Seat 16A was one of the most uncomfortable places on the planet for me in that moment. In fact, traveling back and forth from Austin, Texas to Haiti were some of the most difficult years of our lives. Years of red-tape and a corrupt government have slowed down Haitian adoptions, and here we found ourselves pleading with God to do what seems impossible – to end this process and bring our kids home. The fact that half of our family lived in poverty in one of the most broken places in the Western Hemisphere is a truth that neither of us could seem to handle.
I thumbed through the book of Haitian proverbs I had just purchased, hoping to find some sort of comfort or explanation to what my heart was feeling. The first one I read has forever stuck with me. It simply says, “When you come to Haiti, your heart is broken into a million pieces and you can never leave with all of them.”

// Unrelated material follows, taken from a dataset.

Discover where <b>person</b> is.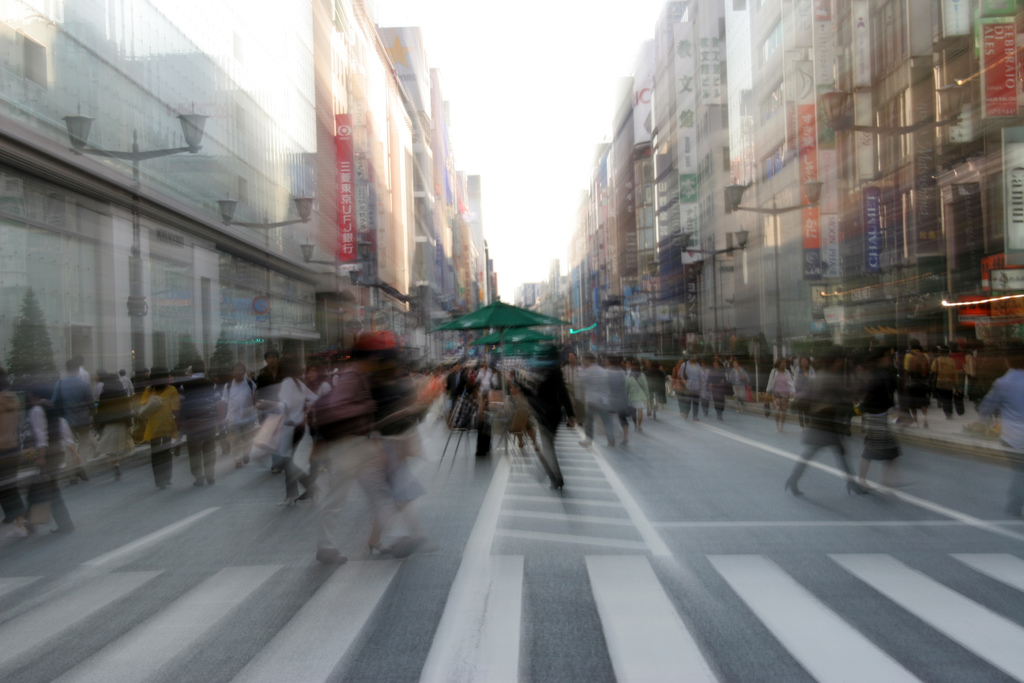
Discovered at [x1=76, y1=371, x2=136, y2=484].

If this is true, I’ll never again have all the pieces of my heart in tact. It’s been broken too many times. Orphaned children I met on the western shore of Haiti, in the village of Canaan, broke my heart and stole some of its pieces. My friends Tara and Troy Livesay, who have been ministering to the people of Haiti for nearly 12 years, stole sections of my heart. My heart has been shattered, and pieces stolen by every visit I had with my two Haitian children over their two and a half year adoption process.”
This sense of breaking and stealing is one of the most beautiful things God has done to my heart as He continues to make me in the image of His Son, Jesus. Amos and Story have been home now for a five years. God literally did the impossible when he brought them both home to America. Their story became my story. Their sadness became my sadness. And the places of my heart that were broken and stolen by their injustice… well, I’ll never get those back. My heart will always be broken by their injustice that became my own.
As artists, leaders, and pastors, we must have hearts that are willingly broken and stolen by experiences of poverty and injustice. It’s only then that we can have a truer understanding and sense of empathy for the world we’ve been entrusted to lead towards Jesus. And dare I say, it’s the only way we could be the Church that responds to injustice in a holistic, caring, effective way.
So, question — what have you experienced recently that broke and stole pieces of your heart?